What I am really trying to do is to use pandas series/multiindex to keep track of the results in each step of my data analysis pipeline, where the multiindex holds the parameters used to get the values. For example, the series (s below) is the result of step 0 in my data analysis pipeline. In step 1, I want to try x more dimensions (2 below, thus the dataframe) and collate the results into another series.
Can we do better than below? Where stack() calls seem a bit excessive. Will the xarray library be a good fit for my use case?
In [112]: s
Out[112]:
a 0
b 1
c 2
dtype: int64
In [113]: d = s.apply(lambda x: pd.DataFrame([[x,x*2],[x*3,x*4]]).stack()).stack().stack()
In [114]: d
Out[114]:
a 0 0 0
1 0
1 0 0
1 0
b 0 0 1
1 3
1 0 2
1 4
c 0 0 2
1 6
1 0 4
1 8
dtype: int64
This should give you a DataSet of 2D arrays, and align them for you. You may want to set the dimensions prior if you want them to be named a certain way / be a certain size.

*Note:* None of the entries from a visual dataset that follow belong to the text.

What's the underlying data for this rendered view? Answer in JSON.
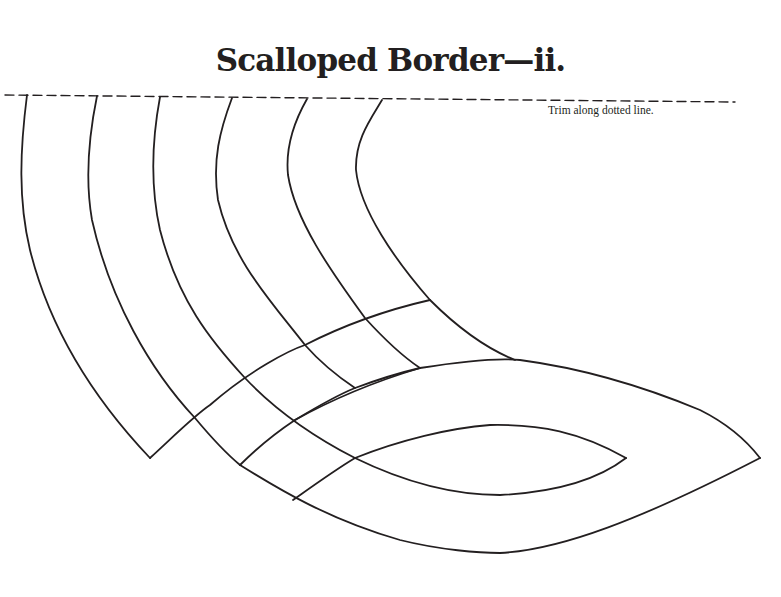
{
  "page": {
    "title": "Scalloped Border—ii.",
    "trim_note": "Trim along dotted line."
  },
  "pattern": {
    "stroke_color": "#231f20",
    "background": "#ffffff",
    "elements": [
      "dotted-trim-line",
      "scalloped-border-bands",
      "eye-shaped-loop"
    ]
  }
}
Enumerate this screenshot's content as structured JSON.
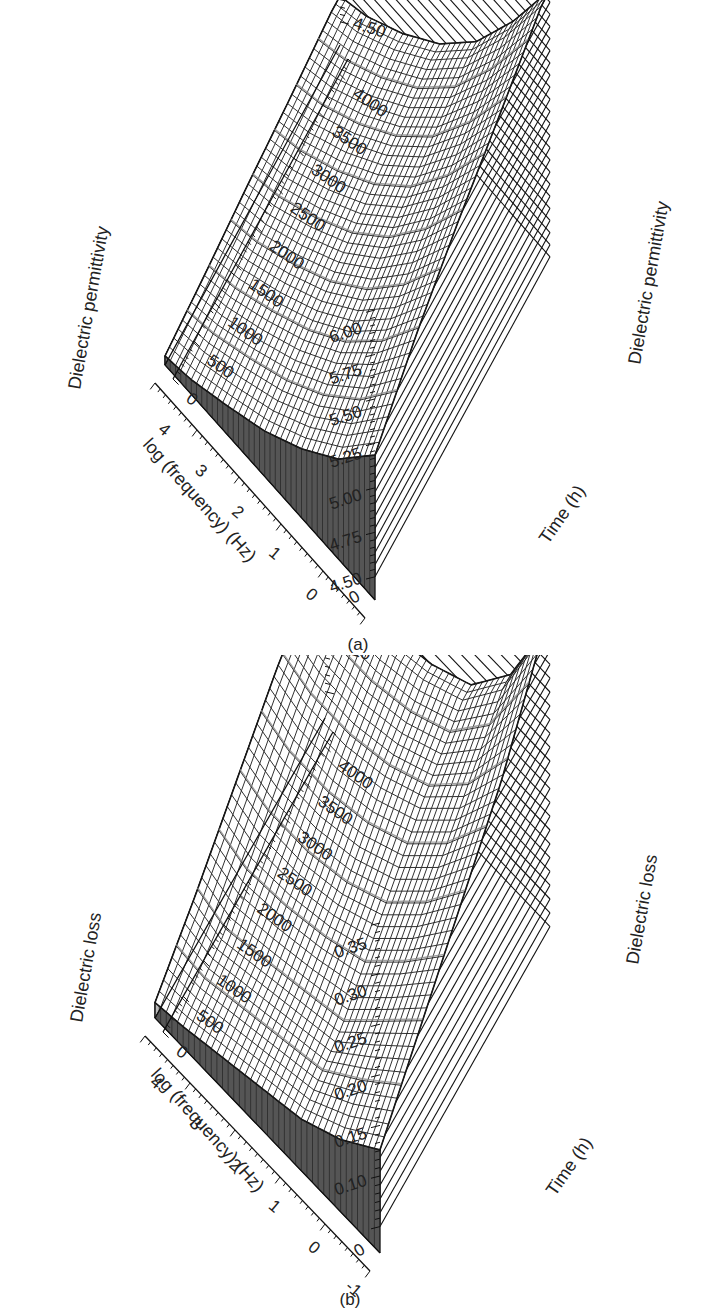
{
  "chart_data": [
    {
      "panel": "a",
      "caption": "(a)",
      "type": "surface3d",
      "title": "",
      "z_label": "Dielectric permittivity",
      "x_label": "log (frequency) (Hz)",
      "y_label": "Time (h)",
      "z_ticks": [
        "4.50",
        "4.75",
        "5.00",
        "5.25",
        "5.50",
        "5.75",
        "6.00"
      ],
      "zlim": [
        4.5,
        6.1
      ],
      "x_ticks": [
        "0",
        "1",
        "2",
        "3",
        "4"
      ],
      "xlim": [
        -1,
        4.7
      ],
      "y_ticks": [
        "0",
        "500",
        "1000",
        "1500",
        "2000",
        "2500",
        "3000",
        "3500",
        "4000"
      ],
      "ylim": [
        0,
        4200
      ],
      "corner_label": "0",
      "x": [
        -1,
        0,
        1,
        2,
        3,
        4,
        4.7
      ],
      "y": [
        0,
        1000,
        2000,
        3000,
        4000
      ],
      "z": [
        [
          5.3,
          5.05,
          4.88,
          4.75,
          4.66,
          4.58,
          4.55
        ],
        [
          5.55,
          5.25,
          5.02,
          4.86,
          4.74,
          4.64,
          4.6
        ],
        [
          5.75,
          5.42,
          5.15,
          4.95,
          4.81,
          4.7,
          4.66
        ],
        [
          5.92,
          5.56,
          5.26,
          5.04,
          4.88,
          4.76,
          4.71
        ],
        [
          6.1,
          5.7,
          5.36,
          5.12,
          4.95,
          4.82,
          4.77
        ]
      ],
      "grid": true,
      "legend": null
    },
    {
      "panel": "b",
      "caption": "(b)",
      "type": "surface3d",
      "title": "",
      "z_label": "Dielectric loss",
      "x_label": "log (frequency) (Hz)",
      "y_label": "Time (h)",
      "z_ticks": [
        "0.10",
        "0.15",
        "0.20",
        "0.25",
        "0.30",
        "0.35"
      ],
      "zlim": [
        0.05,
        0.37
      ],
      "x_ticks": [
        "-1",
        "0",
        "1",
        "2",
        "3",
        "4"
      ],
      "xlim": [
        -1,
        4.7
      ],
      "y_ticks": [
        "0",
        "500",
        "1000",
        "1500",
        "2000",
        "2500",
        "3000",
        "3500",
        "4000"
      ],
      "ylim": [
        0,
        4200
      ],
      "corner_label": "0",
      "x": [
        -1,
        0,
        1,
        2,
        3,
        4,
        4.7
      ],
      "y": [
        0,
        1000,
        2000,
        3000,
        4000
      ],
      "z": [
        [
          0.15,
          0.12,
          0.1,
          0.09,
          0.08,
          0.07,
          0.065
        ],
        [
          0.2,
          0.16,
          0.12,
          0.11,
          0.1,
          0.09,
          0.1
        ],
        [
          0.25,
          0.2,
          0.16,
          0.14,
          0.13,
          0.13,
          0.14
        ],
        [
          0.3,
          0.24,
          0.2,
          0.18,
          0.17,
          0.17,
          0.18
        ],
        [
          0.37,
          0.28,
          0.23,
          0.21,
          0.2,
          0.2,
          0.21
        ]
      ],
      "grid": true,
      "legend": null
    }
  ]
}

xr.Dataset(k: func(v) for k, v in series.items())
If I have a pandas database such as:
timestamp label value new
etc. a 1 3.5
b 2 5
a 5 ...
b 6 ...
a 2 ...
b 4 ...
I want the new column to be the average of the last two a's and the last two b's... so for the first it would be the average of 5 and 2 to get 3.5. It will be sorted by the timestamp. I know I could use a groupby to get the average of all the a's or all the b's but I'm not sure how to get an average of just the last two. I'm kinda new to python and coding so this might not be possible idk.

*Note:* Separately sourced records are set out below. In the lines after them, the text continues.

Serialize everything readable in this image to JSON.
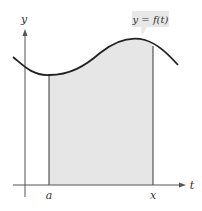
{
  "diagram": {
    "type": "area-under-curve",
    "curve_label": "y = f(t)",
    "axes": {
      "horizontal_label": "t",
      "vertical_label": "y"
    },
    "bounds": {
      "lower_label": "a",
      "upper_label": "x"
    },
    "colors": {
      "shaded_region": "#e6e6e6",
      "curve": "#222222",
      "axes": "#555555",
      "callout_bg": "#e8e8e8"
    }
  }
}
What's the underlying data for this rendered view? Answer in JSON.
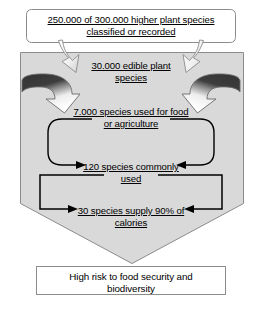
{
  "diagram": {
    "colors": {
      "funnel_fill": "#d9d9d9",
      "funnel_stroke": "#808080",
      "box_fill": "#ffffff",
      "box_stroke": "#808080",
      "text": "#000000",
      "arrow_dark": "#3b3b3b",
      "arrow_light": "#ffffff",
      "arrow_outline": "#595959",
      "loop_stroke": "#000000"
    },
    "top_box": {
      "line1": "250.000 of 300.000 higher plant species",
      "line2": "classified or recorded"
    },
    "funnel_stages": [
      {
        "id": "edible",
        "line1": "30.000 edible plant",
        "line2": "species"
      },
      {
        "id": "food-agriculture",
        "line1": "7.000 species used for food",
        "line2": "or agriculture"
      },
      {
        "id": "commonly-used",
        "line1": "120 species commonly",
        "line2": "used"
      },
      {
        "id": "calorie-supply",
        "line1": "30 species supply 90% of",
        "line2": "calories"
      }
    ],
    "bottom_box": {
      "line1": "High risk to food security and",
      "line2": "biodiversity"
    },
    "connectors": [
      {
        "name": "tapered-arrow-left",
        "direction": "down-right"
      },
      {
        "name": "tapered-arrow-right",
        "direction": "down-left"
      },
      {
        "name": "curved-block-arrow-left",
        "direction": "clockwise-inward"
      },
      {
        "name": "curved-block-arrow-right",
        "direction": "counterclockwise-inward"
      },
      {
        "name": "rounded-loop-connector",
        "direction": "inward-both"
      },
      {
        "name": "rectangular-loop-connector",
        "direction": "inward-both"
      }
    ]
  }
}
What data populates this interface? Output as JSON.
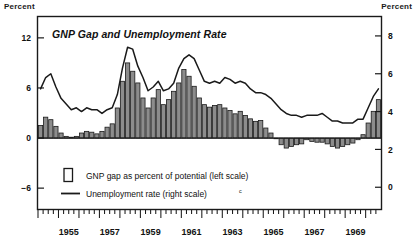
{
  "figure": {
    "title": "GNP Gap and Unemployment Rate",
    "unit_left": "Percent",
    "unit_right": "Percent"
  },
  "legend": {
    "items": [
      {
        "marker": "open-rectangle-swatch",
        "label": "GNP gap as percent of potential (left scale)"
      },
      {
        "marker": "line-swatch",
        "label": "Unemployment rate (right scale)",
        "footnote": "c"
      }
    ]
  },
  "chart_data": {
    "type": "bar",
    "title": "GNP Gap and Unemployment Rate",
    "xlabel": "",
    "ylabel": "Percent",
    "grid": false,
    "legend_position": "inside-bottom-left",
    "x_tick_labels": [
      "1955",
      "1957",
      "1959",
      "1961",
      "1963",
      "1965",
      "1967",
      "1969"
    ],
    "x_minor_tick_interval": "quarter",
    "x_range": [
      "1954Q1",
      "1970Q4"
    ],
    "axes": {
      "left": {
        "label": "Percent",
        "ticks": [
          12,
          6,
          0,
          -6
        ],
        "ylim": [
          -8.5,
          14.5
        ],
        "series": "GNP gap as percent of potential"
      },
      "right": {
        "label": "Percent",
        "ticks": [
          8,
          6,
          4,
          2,
          0
        ],
        "ylim": [
          -1.15,
          9.0
        ],
        "series": "Unemployment rate"
      }
    },
    "x": [
      "1954Q1",
      "1954Q2",
      "1954Q3",
      "1954Q4",
      "1955Q1",
      "1955Q2",
      "1955Q3",
      "1955Q4",
      "1956Q1",
      "1956Q2",
      "1956Q3",
      "1956Q4",
      "1957Q1",
      "1957Q2",
      "1957Q3",
      "1957Q4",
      "1958Q1",
      "1958Q2",
      "1958Q3",
      "1958Q4",
      "1959Q1",
      "1959Q2",
      "1959Q3",
      "1959Q4",
      "1960Q1",
      "1960Q2",
      "1960Q3",
      "1960Q4",
      "1961Q1",
      "1961Q2",
      "1961Q3",
      "1961Q4",
      "1962Q1",
      "1962Q2",
      "1962Q3",
      "1962Q4",
      "1963Q1",
      "1963Q2",
      "1963Q3",
      "1963Q4",
      "1964Q1",
      "1964Q2",
      "1964Q3",
      "1964Q4",
      "1965Q1",
      "1965Q2",
      "1965Q3",
      "1965Q4",
      "1966Q1",
      "1966Q2",
      "1966Q3",
      "1966Q4",
      "1967Q1",
      "1967Q2",
      "1967Q3",
      "1967Q4",
      "1968Q1",
      "1968Q2",
      "1968Q3",
      "1968Q4",
      "1969Q1",
      "1969Q2",
      "1969Q3",
      "1969Q4",
      "1970Q1",
      "1970Q2",
      "1970Q3"
    ],
    "series": [
      {
        "name": "GNP gap as percent of potential (left scale)",
        "axis": "left",
        "kind": "bar",
        "fill": "#8c8c8c",
        "edge": "#1a1a1a",
        "values": [
          1.5,
          2.5,
          2.2,
          1.4,
          0.6,
          0.2,
          0.1,
          0.2,
          0.6,
          0.8,
          0.7,
          0.5,
          0.8,
          1.3,
          1.7,
          3.6,
          6.8,
          9.0,
          8.0,
          6.6,
          4.8,
          3.6,
          4.8,
          5.8,
          4.0,
          4.6,
          5.6,
          6.6,
          8.2,
          7.4,
          6.2,
          4.8,
          4.0,
          3.7,
          3.9,
          4.0,
          3.6,
          3.3,
          2.9,
          3.2,
          2.7,
          2.3,
          2.0,
          2.1,
          1.2,
          0.6,
          0.0,
          -0.8,
          -1.2,
          -1.0,
          -0.8,
          -0.7,
          -0.2,
          -0.4,
          -0.5,
          -0.5,
          -0.7,
          -1.0,
          -1.2,
          -1.0,
          -0.8,
          -0.6,
          -0.2,
          0.4,
          1.8,
          3.2,
          4.6
        ]
      },
      {
        "name": "Unemployment rate (right scale)",
        "axis": "right",
        "kind": "line",
        "color": "#1a1a1a",
        "values": [
          5.2,
          5.8,
          6.0,
          5.3,
          4.7,
          4.4,
          4.1,
          4.2,
          4.0,
          4.2,
          4.1,
          4.1,
          3.9,
          4.1,
          4.2,
          4.9,
          6.3,
          7.4,
          7.3,
          6.4,
          5.8,
          5.1,
          5.3,
          5.6,
          5.1,
          5.2,
          5.5,
          6.3,
          6.8,
          7.0,
          6.8,
          6.2,
          5.6,
          5.5,
          5.6,
          5.5,
          5.8,
          5.7,
          5.5,
          5.6,
          5.5,
          5.2,
          5.0,
          5.0,
          4.9,
          4.7,
          4.4,
          4.1,
          3.9,
          3.8,
          3.8,
          3.7,
          3.8,
          3.8,
          3.8,
          3.9,
          3.7,
          3.5,
          3.5,
          3.4,
          3.4,
          3.4,
          3.6,
          3.6,
          4.2,
          4.8,
          5.2
        ]
      }
    ]
  }
}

Edit: I should also mention this is not for a class or anything this is just for something I'm doing on my own and that this will be on a very large dataset. I'm just using this as an example. Also I would want each A and each B to have its own value for the last 2 average so the dimension of the new column will be the same as the others. So for the third line it would be the average of 2 and whatever the next a would be in the data set.

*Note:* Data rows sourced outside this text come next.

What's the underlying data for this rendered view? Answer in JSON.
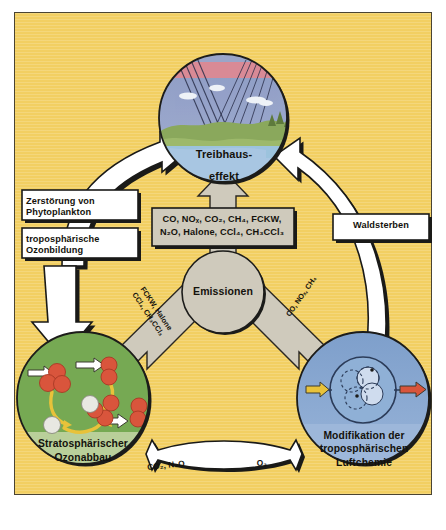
{
  "diagram": {
    "background_color": "#f2cf62",
    "nodes": {
      "greenhouse": {
        "label_line1": "Treibhaus-",
        "label_line2": "effekt",
        "illustration": "landscape-with-sky-and-radiation-rays",
        "fill_color": "#a8c6e2"
      },
      "emissions": {
        "label": "Emissionen",
        "fill_color": "#cfcabc"
      },
      "ozone": {
        "label_line1": "Stratosphärischer",
        "label_line2": "Ozonabbau",
        "illustration": "ozone-molecule-breakdown-cycle",
        "fill_color": "#76a953"
      },
      "troposphere": {
        "label_line1": "Modifikation der",
        "label_line2": "troposphärischen",
        "label_line3": "Luftchemie",
        "illustration": "photochemical-reaction-chamber",
        "fill_color": "#7e9fcb"
      }
    },
    "emission_box": {
      "line1": "CO, NOₓ, CO₂, CH₄, FCKW,",
      "line2": "N₂O, Halone, CCl₄, CH₃CCl₃"
    },
    "arrow_labels": {
      "phytoplankton": {
        "line1": "Zerstörung von",
        "line2": "Phytoplankton"
      },
      "tropospheric_ozone": {
        "line1": "troposphärische",
        "line2": "Ozonbildung"
      },
      "forest_dieback": "Waldsterben",
      "emissions_to_ozone": {
        "line1": "FCKW, Halone",
        "line2": "CCl₄, CH₃CCl₃"
      },
      "emissions_to_troposphere": "CO, NOₓ, CH₄",
      "ozone_to_troposphere": "CO₂, N₂O",
      "troposphere_to_ozone": "O₃"
    }
  }
}
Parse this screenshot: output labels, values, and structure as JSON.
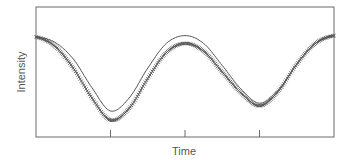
{
  "chart_data": {
    "type": "line",
    "title": "",
    "xlabel": "Time",
    "ylabel": "Intensity",
    "xlim": [
      0,
      4
    ],
    "ylim": [
      0,
      1
    ],
    "x_ticks": [
      1,
      2,
      3
    ],
    "x_tick_labels": [
      "",
      "",
      ""
    ],
    "y_ticks": [],
    "grid": false,
    "legend": null,
    "series": [
      {
        "name": "model",
        "style": "solid-line",
        "color": "#555555",
        "x": [
          0,
          0.25,
          0.5,
          0.75,
          1.0,
          1.25,
          1.5,
          1.75,
          2.0,
          2.25,
          2.5,
          2.75,
          3.0,
          3.25,
          3.5,
          3.75,
          4.0
        ],
        "values": [
          0.77,
          0.73,
          0.6,
          0.38,
          0.2,
          0.3,
          0.53,
          0.72,
          0.78,
          0.72,
          0.55,
          0.37,
          0.26,
          0.36,
          0.56,
          0.72,
          0.78
        ]
      },
      {
        "name": "data",
        "style": "crosses",
        "color": "#555555",
        "x": [
          0,
          0.25,
          0.5,
          0.75,
          1.0,
          1.25,
          1.5,
          1.75,
          2.0,
          2.25,
          2.5,
          2.75,
          3.0,
          3.25,
          3.5,
          3.75,
          4.0
        ],
        "values": [
          0.77,
          0.7,
          0.53,
          0.3,
          0.13,
          0.22,
          0.45,
          0.65,
          0.72,
          0.66,
          0.5,
          0.34,
          0.24,
          0.35,
          0.56,
          0.72,
          0.78
        ]
      }
    ]
  },
  "labels": {
    "xlabel": "Time",
    "ylabel": "Intensity"
  },
  "colors": {
    "axis": "#666666",
    "series": "#555555",
    "background": "#ffffff"
  }
}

IIUC one way (among many) to do that:
In [139]: df.groupby('label').tail(2).groupby('label').mean().reset_index()
Out[139]:
label value
0 a 3.5
1 b 5.0
Edited to reflect a change in the question specifying the last two, not the ones following the first, and that you wanted the same dimensionality with values repeated.
import pandas as pd
data = {'label': ['a','b','a','b','a','b'], 'value':[1,2,5,6,2,4]}
df = pd.DataFrame(data)
grouped = df.groupby('label')
results = {'label':[], 'tail_mean':[]}
for item, grp in grouped:
subset_mean = grp.tail(2).mean()[0]
results['label'].append(item)
results['tail_mean'].append(subset_mean)
res_df = pd.DataFrame(results)
df = df.merge(res_df, on='label', how='left')
Outputs:
>> res_df
label tail_mean
0 a 3.5
1 b 5.0
>> df
label value tail_mean
0 a 1 3.5
1 b 2 5.0
2 a 5 3.5
3 b 6 5.0
4 a 2 3.5
5 b 4 5.0
Now you have a dataframe of your results only, if you need them, plus a column with it merged back into the main dataframe. Someone else posted a more succinct way to get to the results dataframe; probably no reason to do it the longer way I showed here unless you also need to perform more operations like this that you could do inside the same loop.